Brezelmann
Brezelmann

Reputation: 389

Mediatr Notifications on ViewModel in WPF MVVM

While implementing a WPF Application I stumbled on the problem that my application needs some global data in every ViewModel. However some of the ViewModels only need reading access while other need read/write access for this Field. At First I stumbled upon the Microsoft Idea of a SessionContext like so:

public class SessionContext
    {
        #region Public Members
        public static string UserName { get; set; }
        public static string Role { get; set; }

        public static Teacher CurrentTeacher { get; set; }
        public static Parent CurrentParent { get; set; }
        public static LocalStudent CurrentStudent { get; set; }

        public static List<LocalGrade> CurrentGrades { get; set; }
        #endregion

        #region Public Methods
        public static void Logon(string userName, string role)
        {
            UserName = userName;
            Role = role;
        }

        public static void Logoff()
        {
            UserName = "";
            Role = "";
            CurrentStudent = null;
            CurrentTeacher = null;
            CurrentParent = null;
        }
        #endregion
}

This isn't (in my Opinion at least) nicely testable and it gets problematic in case my global data grows (A think that could likely happen in this application). The next thing I found was the implementation of a Mediator/the Mediator Pattern from this link. I liked the Idea of the Design Norbert is going here and thought about implementing something similar for my project. However in this project I am already using the impressive Mediatr Nuget Package and that is also a Mediator implementation. So I thought "Why reinvent the Wheel" if I could just use a nice and well tested Mediator. But here starts my real Question: In case of sending changes to the global data by other ViewModels to my Readonly ViewModels I would use Notifications. That means:

public class ReadOnlyViewModel : NotificationHandler<Notification>
{
   //some Member

    //global Data
    public string Username {get; private set;}

    public async Task Handle(Notification notification, CancellationToken     token) 
    {
        Username = notification.Username;
    }

}

The Question(s) now: 1. Is this a good Practice for using MVVM (It's just a Feeling that doing this is wrong because it feels like exposing Business Logic in the ViewModel) 2. Is there a better way to seperate this so that my Viewmodel doesn't need to inherit 5 to 6 different NotificationHandlers<,>?

Update: As Clarification to what I want to achieve here: My Goal is to implement a wpf application that manages some Global Data (lets say a Username as mentioned above) for one of its Window. That means because i am using a DI Container (and because of what kind of data it is) that I have to declare the Service @mm8 proposed as a Singleton. That however is a little bit problematic in case (and I have that case) I need to open a new Window that needs different global data at this time. That would mean that I either need to change the lifetime to something like "kind of scoped" or (breaking the single Responsibility of the class) by adding more fields for different Purposes or I create n Services for the n possible Windows I maybe need to open. To the first Idea of splitting the Service: I would like to because that would mitigate all the above mentioned problems but that would make the sharing of Data problematic because I don't know a reliable way to communicate this global data from the Writeservice to the readservice while something async or parallell running is happening in a Background Thread that could trigger the writeservice to update it's data.

Upvotes: 0

Views: 2492

Answers (1)

mm8
mm8

Reputation: 169160

You could use a shared service that you inject your view models with. It can for example implement two interfaces, one for write operations and one for read operations only, e.g.:

public interface IReadDataService
{
    object Read();
}

public interface IWriteDataService : IReadDataService
{
    void Write();
}

public class GlobalDataService : IReadDataService, IWriteDataService
{
    public object Read()
    {
        throw new NotImplementedException();
    }

    public void Write()
    {
        throw new NotImplementedException();
    }
}

You would then inject the view models that should have write access with a IWriteDataService (and the other ones with a IReadDataService):

public ViewModel(IWriteDataService dataService) { ... }

This solution both makes the code easy to understand and easy to test.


What the task requires:
Scanning the entries below, copy every line that contains the word "Reportdownload".

Element data from apps and pages:
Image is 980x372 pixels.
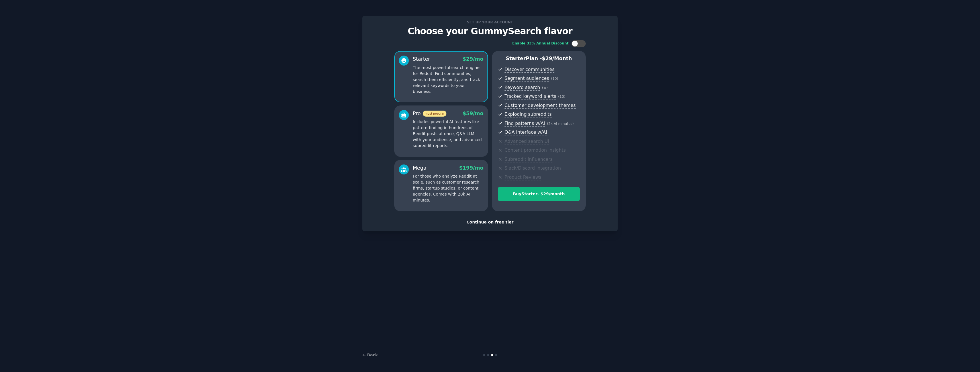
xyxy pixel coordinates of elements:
span: Content promotion insights [505,147,566,154]
div: Enable 33% Annual Discount [512,41,569,46]
div: Continue on free tier [368,219,612,226]
p: For those who analyze Reddit at scale, such as customer research firms, startup studios, or conte... [413,173,483,203]
span: Segment audiences [505,75,549,82]
span: ( 10 ) [558,94,565,99]
span: $ 29 /month [542,56,572,61]
p: The most powerful search engine for Reddit. Find communities, search them efficiently, and track ... [413,65,483,94]
button: BuyStarter- $29/month [499,187,580,201]
span: ( ∞ ) [543,85,548,90]
span: ( 2k AI minutes ) [547,121,574,126]
span: Product Reviews [505,174,542,181]
div: Starter [413,56,430,63]
span: most popular [423,111,446,117]
span: Discover communities [505,66,554,73]
span: Q&A interface w/AI [505,129,547,136]
span: Keyword search [505,84,540,91]
span: Slack/Discord integration [505,165,561,172]
span: Advanced search UI [505,138,549,145]
span: Tracked keyword alerts [505,93,556,100]
div: Mega [413,164,427,172]
span: Find patterns w/AI [505,120,545,127]
p: Choose your GummySearch flavor [368,26,612,36]
p: Includes powerful AI features like pattern-finding in hundreds of Reddit posts at once, Q&A LLM w... [413,119,483,149]
div: Pro [413,110,446,117]
span: $ 29 /mo [463,56,483,62]
a: ← Back [363,352,378,358]
div: Buy Starter - $ 29 /month [499,191,579,197]
span: Subreddit influencers [505,156,552,163]
span: ( 10 ) [552,76,558,81]
span: $ 199 /mo [459,165,483,171]
span: $ 59 /mo [463,111,483,116]
span: Customer development themes [505,102,576,109]
span: Set up your account [466,19,515,25]
span: Exploding subreddits [505,111,552,118]
p: Starter Plan - [499,55,580,62]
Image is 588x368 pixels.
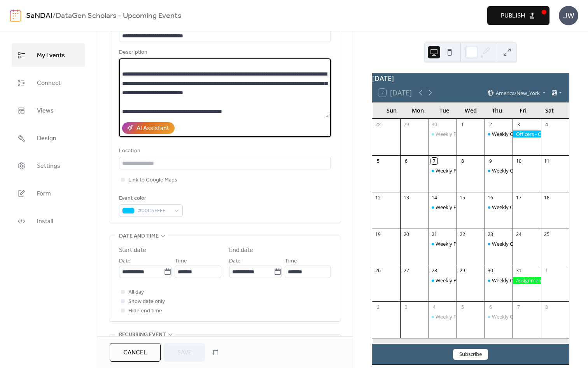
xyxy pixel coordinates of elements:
div: 15 [460,194,466,201]
div: 14 [431,194,438,201]
div: 4 [543,121,550,127]
div: 4 [431,304,438,310]
div: Sun [378,102,405,118]
span: My Events [37,50,65,61]
span: Show date only [128,297,165,306]
div: Officers - Complete Set 4 (Gen AI Tool Market Research Micro-job) [513,130,541,138]
div: 13 [403,194,409,201]
span: Time [175,257,187,266]
div: 18 [543,194,550,201]
div: 3 [403,304,409,310]
span: All day [128,287,144,297]
button: Subscribe [453,349,488,359]
div: [DATE] [372,73,569,83]
div: Weekly Office Hours [492,167,539,174]
div: 7 [431,158,438,164]
div: 11 [543,158,550,164]
div: 6 [403,158,409,164]
span: Date [229,257,241,266]
div: Weekly Program Meeting - Kahoot [429,130,457,138]
div: Weekly Program Meeting - Kahoot [436,130,515,138]
button: Publish [487,6,550,25]
b: DataGen Scholars - Upcoming Events [55,9,181,23]
div: 30 [431,121,438,127]
div: 10 [515,158,522,164]
div: 24 [515,231,522,237]
div: Location [119,146,329,156]
div: 21 [431,231,438,237]
div: 19 [375,231,382,237]
div: Weekly Office Hours [492,240,539,247]
div: Weekly Program Meeting [436,277,494,284]
div: 2 [375,304,382,310]
div: 5 [375,158,382,164]
div: 9 [487,158,494,164]
div: Weekly Program Meeting - AI-Powered Brainstorm [429,240,457,247]
span: Install [37,215,53,227]
div: End date [229,245,254,255]
div: Weekly Office Hours [485,130,513,138]
span: Settings [37,160,60,172]
div: Weekly Office Hours [492,277,539,284]
div: Weekly Office Hours [485,204,513,211]
div: 12 [375,194,382,201]
a: Install [12,209,85,233]
span: Date [119,257,131,266]
div: Weekly Office Hours [492,313,539,320]
span: Form [37,188,51,199]
div: Description [119,48,329,57]
div: 20 [403,231,409,237]
div: Weekly Program Meeting - AI-Powered Brainstorm [436,240,552,247]
button: AI Assistant [122,122,175,134]
span: Date and time [119,231,159,241]
div: Weekly Office Hours [492,130,539,138]
div: Weekly Office Hours [485,277,513,284]
div: 3 [515,121,522,127]
div: Sat [536,102,563,118]
div: 8 [460,158,466,164]
div: Mon [405,102,431,118]
a: Connect [12,71,85,94]
div: Weekly Office Hours [485,167,513,174]
div: 30 [487,267,494,274]
span: Link to Google Maps [128,175,178,185]
div: 8 [543,304,550,310]
div: Event color [119,194,181,203]
div: 7 [515,304,522,310]
div: Weekly Program Meeting - Ethical AI Debate [436,204,537,211]
a: SaNDAI [26,9,53,23]
div: 26 [375,267,382,274]
span: Connect [37,77,61,89]
div: 1 [543,267,550,274]
div: 29 [460,267,466,274]
span: America/New_York [496,90,540,95]
a: Design [12,126,85,150]
div: 5 [460,304,466,310]
div: Assignment Due: DataCamp Certifications [513,277,541,284]
div: Weekly Program Meeting [429,313,457,320]
b: / [53,9,55,23]
div: Weekly Office Hours [485,240,513,247]
div: 25 [543,231,550,237]
div: Weekly Program Meeting [429,277,457,284]
div: Weekly Program Meeting - Ethical AI Debate [429,204,457,211]
div: Weekly Program Meeting [429,167,457,174]
span: Cancel [123,348,147,357]
div: Weekly Office Hours [492,204,539,211]
span: Recurring event [119,330,166,339]
a: Form [12,181,85,205]
div: AI Assistant [136,124,169,133]
div: Thu [484,102,510,118]
button: Cancel [110,343,160,362]
div: 2 [487,121,494,127]
div: Fri [510,102,537,118]
span: Time [285,257,297,266]
div: Start date [119,245,146,255]
div: Weekly Program Meeting [436,167,494,174]
div: Wed [457,102,484,118]
div: 27 [403,267,409,274]
div: 1 [460,121,466,127]
div: 16 [487,194,494,201]
div: JW [559,6,578,25]
span: Publish [501,11,525,21]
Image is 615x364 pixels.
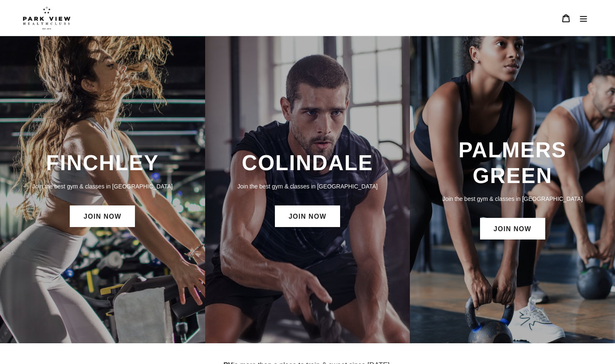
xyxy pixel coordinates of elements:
h3: PALMERS GREEN [418,138,607,188]
button: Menu [575,9,592,27]
h3: COLINDALE [213,150,402,176]
a: JOIN NOW: Finchley Membership [70,206,135,227]
img: Park view health clubs is a gym near you. [23,6,71,30]
p: Join the best gym & classes in [GEOGRAPHIC_DATA] [8,182,197,191]
a: JOIN NOW: Colindale Membership [275,206,340,227]
h3: FINCHLEY [8,150,197,176]
p: Join the best gym & classes in [GEOGRAPHIC_DATA] [213,182,402,191]
p: Join the best gym & classes in [GEOGRAPHIC_DATA] [418,194,607,203]
a: JOIN NOW: Palmers Green Membership [480,218,545,239]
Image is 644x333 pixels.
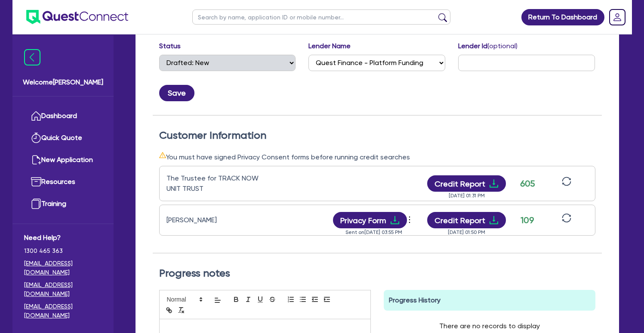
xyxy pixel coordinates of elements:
[24,149,102,171] a: New Application
[24,246,102,256] span: 1300 465 363
[159,267,596,279] h2: Progress notes
[31,176,42,187] img: resources
[333,212,407,229] button: Privacy Formdownload
[489,178,499,189] span: download
[560,176,574,192] button: sync
[407,213,414,227] button: Dropdown toggle
[488,42,517,50] span: (optional)
[458,41,517,52] label: Lender Id
[384,290,596,311] div: Progress History
[24,193,102,215] a: Training
[23,77,104,87] span: Welcome [PERSON_NAME]
[390,215,400,225] span: download
[24,127,102,149] a: Quick Quote
[24,259,102,277] a: [EMAIL_ADDRESS][DOMAIN_NAME]
[192,9,451,24] input: Search by name, application ID or mobile number...
[24,281,102,299] a: [EMAIL_ADDRESS][DOMAIN_NAME]
[562,176,571,186] span: sync
[159,152,596,163] div: You must have signed Privacy Consent forms before running credit searches
[24,105,102,127] a: Dashboard
[405,213,414,226] span: more
[24,49,40,65] img: icon-menu-close
[309,41,350,52] label: Lender Name
[521,9,604,25] a: Return To Dashboard
[517,177,538,190] div: 605
[606,6,629,28] a: Dropdown toggle
[159,130,596,142] h2: Customer Information
[31,155,42,165] img: new-application
[166,173,274,194] div: The Trustee for TRACK NOW UNIT TRUST
[428,175,506,192] button: Credit Reportdownload
[166,215,274,225] div: [PERSON_NAME]
[560,213,574,228] button: sync
[489,215,499,225] span: download
[562,213,571,223] span: sync
[24,302,102,320] a: [EMAIL_ADDRESS][DOMAIN_NAME]
[31,199,42,209] img: training
[24,171,102,193] a: Resources
[159,41,181,52] label: Status
[159,152,166,159] span: warning
[428,212,506,229] button: Credit Reportdownload
[24,233,102,243] span: Need Help?
[31,133,42,143] img: quick-quote
[517,213,538,227] div: 109
[26,10,128,24] img: quest-connect-logo-blue
[159,85,195,101] button: Save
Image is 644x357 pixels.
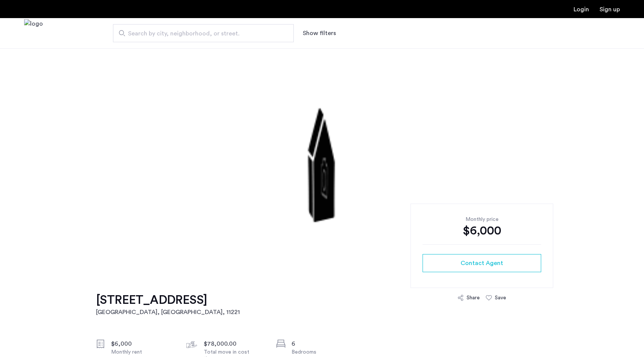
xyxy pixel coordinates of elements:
[461,259,504,268] span: Contact Agent
[25,20,43,47] a: Cazamio Logo
[111,339,174,348] div: $6,000
[204,339,268,348] div: $78,000.00
[422,216,541,224] div: Monthly price
[96,308,240,317] h2: [GEOGRAPHIC_DATA], [GEOGRAPHIC_DATA] , 11221
[292,348,355,356] div: Bedrooms
[113,25,294,42] input: Apartment Search
[96,292,240,308] h1: [STREET_ADDRESS]
[111,348,174,356] div: Monthly rent
[495,294,507,302] div: Save
[292,339,355,348] div: 6
[422,254,541,273] button: button
[128,29,272,38] span: Search by city, neighborhood, or street.
[25,20,43,47] img: logo
[116,48,528,275] img: 2.gif
[600,7,620,13] a: Registration
[96,292,240,317] a: [STREET_ADDRESS][GEOGRAPHIC_DATA], [GEOGRAPHIC_DATA], 11221
[422,224,541,238] div: $6,000
[303,28,336,37] button: Show or hide filters
[467,294,480,302] div: Share
[573,7,589,13] a: Login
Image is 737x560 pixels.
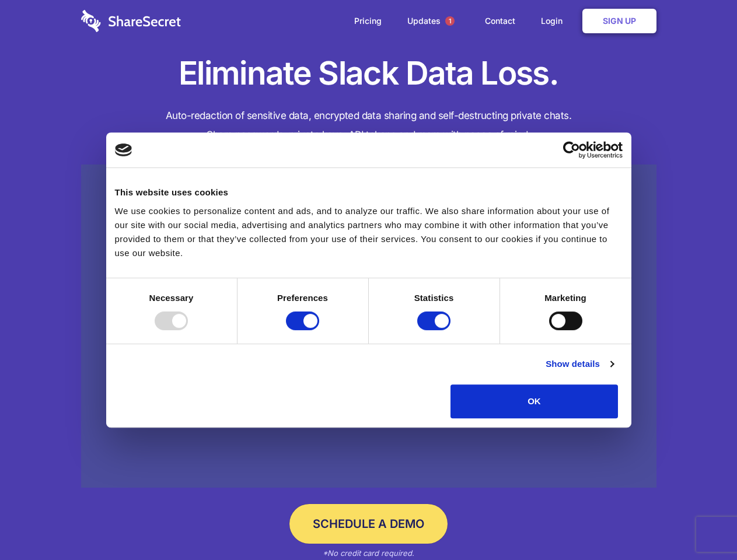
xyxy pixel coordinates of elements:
span: 1 [445,16,454,26]
a: Show details [546,357,613,371]
strong: Statistics [414,293,454,303]
a: Sign Up [583,9,657,33]
a: Usercentrics Cookiebot - opens in a new window [521,141,623,159]
strong: Preferences [277,293,328,303]
a: Wistia video thumbnail [81,165,657,488]
strong: Necessary [150,293,194,303]
h1: Eliminate Slack Data Loss. [81,52,657,95]
a: Schedule a Demo [289,504,448,544]
img: logo-wordmark-white-trans-d4663122ce5f474addd5e946df7df03e33cb6a1c49d2221995e7729f52c070b2.svg [81,10,181,32]
img: logo [115,144,132,156]
div: This website uses cookies [115,185,623,200]
strong: Marketing [544,293,586,303]
h4: Auto-redaction of sensitive data, encrypted data sharing and self-destructing private chats. Shar... [81,106,657,145]
a: Contact [473,3,527,39]
div: We use cookies to personalize content and ads, and to analyze our traffic. We also share informat... [115,204,623,260]
button: OK [450,385,618,419]
a: Login [529,3,580,39]
a: Pricing [342,3,394,39]
em: *No credit card required. [323,549,414,558]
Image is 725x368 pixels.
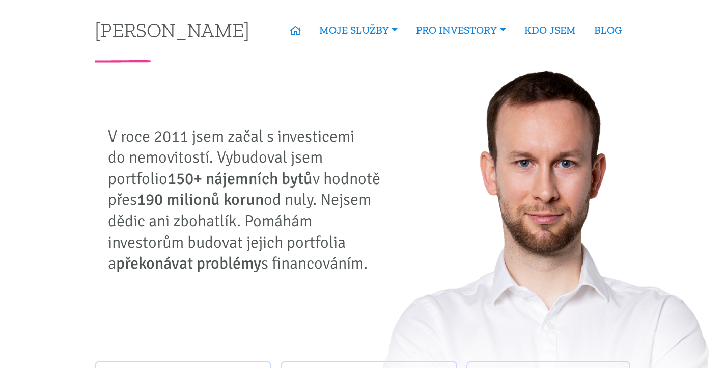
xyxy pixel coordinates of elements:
[310,18,407,42] a: MOJE SLUŽBY
[137,189,264,209] strong: 190 milionů korun
[116,253,261,273] strong: překonávat problémy
[585,18,631,42] a: BLOG
[108,126,388,274] p: V roce 2011 jsem začal s investicemi do nemovitostí. Vybudoval jsem portfolio v hodnotě přes od n...
[515,18,585,42] a: KDO JSEM
[168,169,313,188] strong: 150+ nájemních bytů
[95,20,249,40] a: [PERSON_NAME]
[407,18,515,42] a: PRO INVESTORY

Result for this exercise:
[428,175,506,192] button: Credit Reportdownload
[428,212,506,229] button: Credit Reportdownload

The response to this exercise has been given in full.